10. If you grow basil and tomatoes you will be enticed into eating luscious, easy-to-make salad meals, like alternating slices of tomato and avocado and bococinni cheese or goat's cheese, scattered with basil and pine nuts. You will be seized with a deep desire to make a tomato sandwich, the kind made with well-buttered bread, or where the tomato slices tops a hunk of sour dough, with a touch of black pepper, olive oil and basil on top.
11. Tomatoes are easy to freeze, though they will be soggy when they thaw - perfect for cooking. Toss them whole into the freezer, or in a rich, thick tomato and basil sauce for pasta, tomato soup in winter, or a sauce over cous cous, or to give cold day stews that ''umami'' flavour which is why tomato sauce is so popular: it adds flavour where there is none.

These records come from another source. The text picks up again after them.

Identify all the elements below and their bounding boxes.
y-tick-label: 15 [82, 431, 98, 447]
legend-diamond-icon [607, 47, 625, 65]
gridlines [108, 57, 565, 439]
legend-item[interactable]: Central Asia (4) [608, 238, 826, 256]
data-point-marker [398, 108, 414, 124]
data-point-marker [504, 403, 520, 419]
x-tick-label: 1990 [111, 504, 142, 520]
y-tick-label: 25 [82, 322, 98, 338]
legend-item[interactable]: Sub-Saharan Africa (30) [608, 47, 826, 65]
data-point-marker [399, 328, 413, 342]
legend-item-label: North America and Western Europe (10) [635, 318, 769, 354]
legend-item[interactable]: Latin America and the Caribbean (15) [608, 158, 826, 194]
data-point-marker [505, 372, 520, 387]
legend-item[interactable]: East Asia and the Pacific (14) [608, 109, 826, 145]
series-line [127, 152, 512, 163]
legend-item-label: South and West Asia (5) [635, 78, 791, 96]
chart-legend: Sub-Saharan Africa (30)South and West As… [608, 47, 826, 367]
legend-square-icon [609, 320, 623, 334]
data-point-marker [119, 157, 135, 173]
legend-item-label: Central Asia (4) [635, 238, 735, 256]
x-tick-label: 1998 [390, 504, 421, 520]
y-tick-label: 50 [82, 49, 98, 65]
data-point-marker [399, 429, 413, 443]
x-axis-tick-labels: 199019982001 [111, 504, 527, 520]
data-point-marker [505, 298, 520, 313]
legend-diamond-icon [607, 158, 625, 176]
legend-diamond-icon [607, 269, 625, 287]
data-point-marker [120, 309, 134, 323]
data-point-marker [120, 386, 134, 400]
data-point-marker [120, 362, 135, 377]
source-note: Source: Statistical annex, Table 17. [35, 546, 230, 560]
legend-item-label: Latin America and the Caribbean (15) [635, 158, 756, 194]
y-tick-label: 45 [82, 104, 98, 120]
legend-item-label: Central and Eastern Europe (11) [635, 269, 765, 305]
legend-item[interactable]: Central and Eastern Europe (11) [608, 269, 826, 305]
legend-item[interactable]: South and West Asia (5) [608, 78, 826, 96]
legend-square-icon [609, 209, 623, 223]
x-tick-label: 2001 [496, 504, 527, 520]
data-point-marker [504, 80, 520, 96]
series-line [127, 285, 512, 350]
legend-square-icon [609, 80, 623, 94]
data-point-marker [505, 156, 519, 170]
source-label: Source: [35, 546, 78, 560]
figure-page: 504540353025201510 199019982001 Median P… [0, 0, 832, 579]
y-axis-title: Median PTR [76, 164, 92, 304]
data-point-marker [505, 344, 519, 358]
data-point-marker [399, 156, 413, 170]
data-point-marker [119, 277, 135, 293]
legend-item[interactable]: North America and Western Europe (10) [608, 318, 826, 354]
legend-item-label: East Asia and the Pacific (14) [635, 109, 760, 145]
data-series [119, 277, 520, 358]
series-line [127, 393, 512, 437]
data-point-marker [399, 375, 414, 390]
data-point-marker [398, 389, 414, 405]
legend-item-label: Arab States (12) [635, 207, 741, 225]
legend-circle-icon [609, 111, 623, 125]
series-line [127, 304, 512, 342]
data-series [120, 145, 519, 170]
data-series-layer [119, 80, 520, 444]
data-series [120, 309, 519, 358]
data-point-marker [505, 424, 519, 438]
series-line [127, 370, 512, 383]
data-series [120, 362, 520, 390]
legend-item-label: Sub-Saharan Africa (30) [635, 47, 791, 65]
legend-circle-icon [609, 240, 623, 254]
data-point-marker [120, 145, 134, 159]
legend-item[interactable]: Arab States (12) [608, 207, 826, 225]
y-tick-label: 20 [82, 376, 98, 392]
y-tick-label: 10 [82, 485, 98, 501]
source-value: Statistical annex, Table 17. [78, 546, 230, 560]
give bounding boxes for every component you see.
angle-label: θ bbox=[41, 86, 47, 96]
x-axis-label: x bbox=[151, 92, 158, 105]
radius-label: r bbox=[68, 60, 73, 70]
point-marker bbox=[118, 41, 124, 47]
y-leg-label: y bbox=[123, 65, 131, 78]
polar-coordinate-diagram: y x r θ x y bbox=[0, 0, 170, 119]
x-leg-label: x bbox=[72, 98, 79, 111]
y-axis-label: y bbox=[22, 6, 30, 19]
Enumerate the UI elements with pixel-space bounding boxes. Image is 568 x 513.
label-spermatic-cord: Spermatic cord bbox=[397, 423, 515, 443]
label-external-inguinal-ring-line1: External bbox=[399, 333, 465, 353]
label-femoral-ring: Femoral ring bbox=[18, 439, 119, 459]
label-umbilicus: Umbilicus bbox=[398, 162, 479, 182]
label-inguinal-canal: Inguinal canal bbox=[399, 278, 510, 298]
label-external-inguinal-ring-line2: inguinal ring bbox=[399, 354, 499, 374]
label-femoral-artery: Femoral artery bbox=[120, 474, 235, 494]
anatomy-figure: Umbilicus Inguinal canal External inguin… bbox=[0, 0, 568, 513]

12. It really isn't a proper summer without tomatoes, the rich, juicy ''no way can I slice this neatly'' kind, the ones that have never appeared in a supermarket in the history of this planet, unless they are already in the basket of a gardener who has just popped into buy some milk on their way to present the world's best tomatoes to a friend.
This week I am:
- Mourning the two kiwi fruit vines that blew over in the gales. I planted them 38 years ago, and the trunks are twisted are wonderful. Bryan has cut them back, the trunks have sprung vertical again, so hopefully they will sprout. Kiwi are tough.
- Discovering that about half a tonne of kiwi fruit vine does not daunt a hippeastrum. It bent over then straightened up again as soon as the load was lifted. It has even put out another flagrant red flower.
- Glad that the wallabies and wombats enjoy kiwi fruit leaves in drought years. I can almost hear Wild Whiskers murmur: Mine! All mine!
- Delighted that chopped-up kiwi fruit vines makes an excellent mulch for avocado trees.
- Watching the deciduous trees put out a few cautious branches of leaves, no more, which is why these trees have already survived several droughts, and I hope this one as well.
- Rejoicing that Bryan planted a cutting from an old-fashioned purple bougainvillea 25 years ago. Purple bougainvillea is so rampant it can become a weed in hot climates, but it's the only kind that survives our cold winters. It's now covering about a quarter hectare of pittosporum trees and fence, and no matter how hot this summer gets, it keeps blooming.